THE AWFUL TRUTH ABOUT THE HAGFISH CHRONICLES

This is not an informative blog regarding the hagfish. It is, instead, an autobiographical work by me, Ann Murray. I am not a fish. Sorry. This in one form or other, is the story of my mishaps, and also, some of my haps. Fair and Balanced and all that.

YOU ARE A VICTIM OF THE RULES YOU LIVE BY

YOU ARE A VICTIM OF THE RULES YOU LIVE BY
JENNY HOLZER

Thursday, November 11, 2004

The Razor

She has a black razor, a gift from a Prince who stands high in her estimation. The Prince arrived long ago, in the dead of night, bearing the gift. He laid it upon a small marble-topped table in her living room. He said little, since the gift was so laden with implications one might derive from past experience, or from dreams, or sometimes, from terrible realities.

Each morning she stands looking at it before starting the day. It is always close to her in thought, as though there were links of fine chain connecting them.

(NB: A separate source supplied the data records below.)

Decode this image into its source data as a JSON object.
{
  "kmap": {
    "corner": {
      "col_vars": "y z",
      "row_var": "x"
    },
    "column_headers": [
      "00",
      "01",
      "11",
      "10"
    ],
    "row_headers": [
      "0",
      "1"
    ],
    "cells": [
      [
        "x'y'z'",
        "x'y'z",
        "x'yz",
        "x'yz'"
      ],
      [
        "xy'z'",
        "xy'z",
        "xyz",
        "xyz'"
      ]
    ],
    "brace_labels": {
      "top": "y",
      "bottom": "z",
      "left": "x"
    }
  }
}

The black razor is mysterious. It speaks it's own language. It tells tales of nightmare landscapes, and of flying on wings that sprout from the shoulders of some who drink a secret potion, unafraid of the result. It speaks of escapes that are accomplished not by going outward, but going inward instead. Interior magic is heavy, dense and powerful. Its potency can not be diluted by exterior sound and fury.

She loves the black razor with a peculiar intellectual twist. The flame is not dampened by this, but fueled instead.

She is perverse.

At times, just after nightfall, she kisses the blade, imbuing it with her spirit, and breathes upon it, leaving a film resembling smoke. When it clears, the eyes of another look out at her.

Communion.

She loves the long sleek lines of it, and finds a deep, almost erotic pleasure in pressing the flat of the blade to her cheek, feeling it's cool surface warm to her own temperature. It becomes a part of her. Ever dangerous, ever mesmerizing, never sheathed.

It is the constant reminder of life as it might trickle away through a cut across a vein.

Or, of a close elegant shave, leaving a sensuous silken surface behind.

On certain nights, she is awakened by the presence of the moon. It sits squarely centered in the window.

There was a fine crescent moon in a dark sky. It was the colour of ivory. Small clouds moved slowly across it. It was the magic vehicle of witchery, which enables peculiar loves to fly toward each other soundlessly. Speaking in ancient tongues too arcane for others to know, thoughts are exchanged.

The palm of her hand promises either genius or madness. Is there a difference between them?